BEGIN Material for this task
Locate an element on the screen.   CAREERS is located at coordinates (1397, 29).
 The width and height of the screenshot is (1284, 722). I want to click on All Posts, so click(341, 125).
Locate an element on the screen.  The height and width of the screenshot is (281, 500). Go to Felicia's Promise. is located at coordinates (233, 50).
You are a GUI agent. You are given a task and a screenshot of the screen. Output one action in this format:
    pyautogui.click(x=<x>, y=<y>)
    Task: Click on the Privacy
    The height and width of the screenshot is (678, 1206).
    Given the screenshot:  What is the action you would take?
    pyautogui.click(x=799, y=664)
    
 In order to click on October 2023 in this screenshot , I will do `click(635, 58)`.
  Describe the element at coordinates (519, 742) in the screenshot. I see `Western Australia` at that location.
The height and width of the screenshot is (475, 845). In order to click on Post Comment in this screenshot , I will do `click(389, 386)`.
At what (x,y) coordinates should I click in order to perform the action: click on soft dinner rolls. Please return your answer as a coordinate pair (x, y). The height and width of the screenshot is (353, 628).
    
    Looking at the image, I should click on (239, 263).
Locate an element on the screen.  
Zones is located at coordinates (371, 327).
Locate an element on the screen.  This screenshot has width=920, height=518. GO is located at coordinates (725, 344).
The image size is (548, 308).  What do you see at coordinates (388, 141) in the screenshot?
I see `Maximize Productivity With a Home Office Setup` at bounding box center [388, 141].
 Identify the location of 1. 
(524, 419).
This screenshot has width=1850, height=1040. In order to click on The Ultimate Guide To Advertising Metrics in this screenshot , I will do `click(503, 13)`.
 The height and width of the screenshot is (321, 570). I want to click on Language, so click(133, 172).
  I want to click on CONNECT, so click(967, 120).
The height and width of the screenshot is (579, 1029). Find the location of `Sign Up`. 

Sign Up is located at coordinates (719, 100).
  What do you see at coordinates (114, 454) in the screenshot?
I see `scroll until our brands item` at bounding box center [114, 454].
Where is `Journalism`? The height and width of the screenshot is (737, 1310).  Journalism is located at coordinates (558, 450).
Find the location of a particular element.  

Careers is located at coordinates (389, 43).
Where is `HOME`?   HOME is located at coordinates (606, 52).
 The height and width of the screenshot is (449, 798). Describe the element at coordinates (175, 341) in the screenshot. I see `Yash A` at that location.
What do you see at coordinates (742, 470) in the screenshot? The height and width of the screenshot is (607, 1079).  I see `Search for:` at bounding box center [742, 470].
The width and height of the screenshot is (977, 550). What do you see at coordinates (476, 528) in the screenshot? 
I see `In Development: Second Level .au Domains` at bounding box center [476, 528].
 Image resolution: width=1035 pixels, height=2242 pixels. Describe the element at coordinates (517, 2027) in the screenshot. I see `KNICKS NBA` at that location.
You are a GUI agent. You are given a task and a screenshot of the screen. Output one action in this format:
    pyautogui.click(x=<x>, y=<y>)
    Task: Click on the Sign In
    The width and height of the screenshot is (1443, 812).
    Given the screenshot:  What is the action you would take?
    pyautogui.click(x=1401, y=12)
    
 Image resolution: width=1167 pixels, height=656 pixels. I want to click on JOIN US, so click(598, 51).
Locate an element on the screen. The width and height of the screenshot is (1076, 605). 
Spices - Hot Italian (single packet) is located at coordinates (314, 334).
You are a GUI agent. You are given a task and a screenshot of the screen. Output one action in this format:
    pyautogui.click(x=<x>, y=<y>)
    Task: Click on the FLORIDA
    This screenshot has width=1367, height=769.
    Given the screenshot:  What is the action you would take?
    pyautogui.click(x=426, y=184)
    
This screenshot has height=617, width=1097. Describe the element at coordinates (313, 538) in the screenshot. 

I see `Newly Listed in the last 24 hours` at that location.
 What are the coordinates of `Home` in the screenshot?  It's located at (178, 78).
END Material for this task
What this exercise calls for is a precise transcription of the material above.

**Task answer:**
Locate an element on the screen.   CAREERS is located at coordinates (1397, 29).
 The width and height of the screenshot is (1284, 722). I want to click on All Posts, so click(341, 125).
Locate an element on the screen.  The height and width of the screenshot is (281, 500). Go to Felicia's Promise. is located at coordinates (233, 50).
You are a GUI agent. You are given a task and a screenshot of the screen. Output one action in this format:
    pyautogui.click(x=<x>, y=<y>)
    Task: Click on the Privacy
    The height and width of the screenshot is (678, 1206).
    Given the screenshot:  What is the action you would take?
    pyautogui.click(x=799, y=664)
    
 In order to click on October 2023 in this screenshot , I will do `click(635, 58)`.
  Describe the element at coordinates (519, 742) in the screenshot. I see `Western Australia` at that location.
The height and width of the screenshot is (475, 845). In order to click on Post Comment in this screenshot , I will do `click(389, 386)`.
At what (x,y) coordinates should I click in order to perform the action: click on soft dinner rolls. Please return your answer as a coordinate pair (x, y). The height and width of the screenshot is (353, 628).
    
    Looking at the image, I should click on (239, 263).
Locate an element on the screen.  
Zones is located at coordinates (371, 327).
Locate an element on the screen.  This screenshot has width=920, height=518. GO is located at coordinates (725, 344).
The image size is (548, 308).  What do you see at coordinates (388, 141) in the screenshot?
I see `Maximize Productivity With a Home Office Setup` at bounding box center [388, 141].
 Identify the location of 1. 
(524, 419).
This screenshot has width=1850, height=1040. In order to click on The Ultimate Guide To Advertising Metrics in this screenshot , I will do `click(503, 13)`.
 The height and width of the screenshot is (321, 570). I want to click on Language, so click(133, 172).
  I want to click on CONNECT, so click(967, 120).
The height and width of the screenshot is (579, 1029). Find the location of `Sign Up`. 

Sign Up is located at coordinates (719, 100).
  What do you see at coordinates (114, 454) in the screenshot?
I see `scroll until our brands item` at bounding box center [114, 454].
Where is `Journalism`? The height and width of the screenshot is (737, 1310).  Journalism is located at coordinates (558, 450).
Find the location of a particular element.  

Careers is located at coordinates (389, 43).
Where is `HOME`?   HOME is located at coordinates (606, 52).
 The height and width of the screenshot is (449, 798). Describe the element at coordinates (175, 341) in the screenshot. I see `Yash A` at that location.
What do you see at coordinates (742, 470) in the screenshot? The height and width of the screenshot is (607, 1079).  I see `Search for:` at bounding box center [742, 470].
The width and height of the screenshot is (977, 550). What do you see at coordinates (476, 528) in the screenshot? 
I see `In Development: Second Level .au Domains` at bounding box center [476, 528].
 Image resolution: width=1035 pixels, height=2242 pixels. Describe the element at coordinates (517, 2027) in the screenshot. I see `KNICKS NBA` at that location.
You are a GUI agent. You are given a task and a screenshot of the screen. Output one action in this format:
    pyautogui.click(x=<x>, y=<y>)
    Task: Click on the Sign In
    The width and height of the screenshot is (1443, 812).
    Given the screenshot:  What is the action you would take?
    pyautogui.click(x=1401, y=12)
    
 Image resolution: width=1167 pixels, height=656 pixels. I want to click on JOIN US, so click(598, 51).
Locate an element on the screen. The width and height of the screenshot is (1076, 605). 
Spices - Hot Italian (single packet) is located at coordinates (314, 334).
You are a GUI agent. You are given a task and a screenshot of the screen. Output one action in this format:
    pyautogui.click(x=<x>, y=<y>)
    Task: Click on the FLORIDA
    This screenshot has width=1367, height=769.
    Given the screenshot:  What is the action you would take?
    pyautogui.click(x=426, y=184)
    
This screenshot has height=617, width=1097. Describe the element at coordinates (313, 538) in the screenshot. 

I see `Newly Listed in the last 24 hours` at that location.
 What are the coordinates of `Home` in the screenshot?  It's located at (178, 78).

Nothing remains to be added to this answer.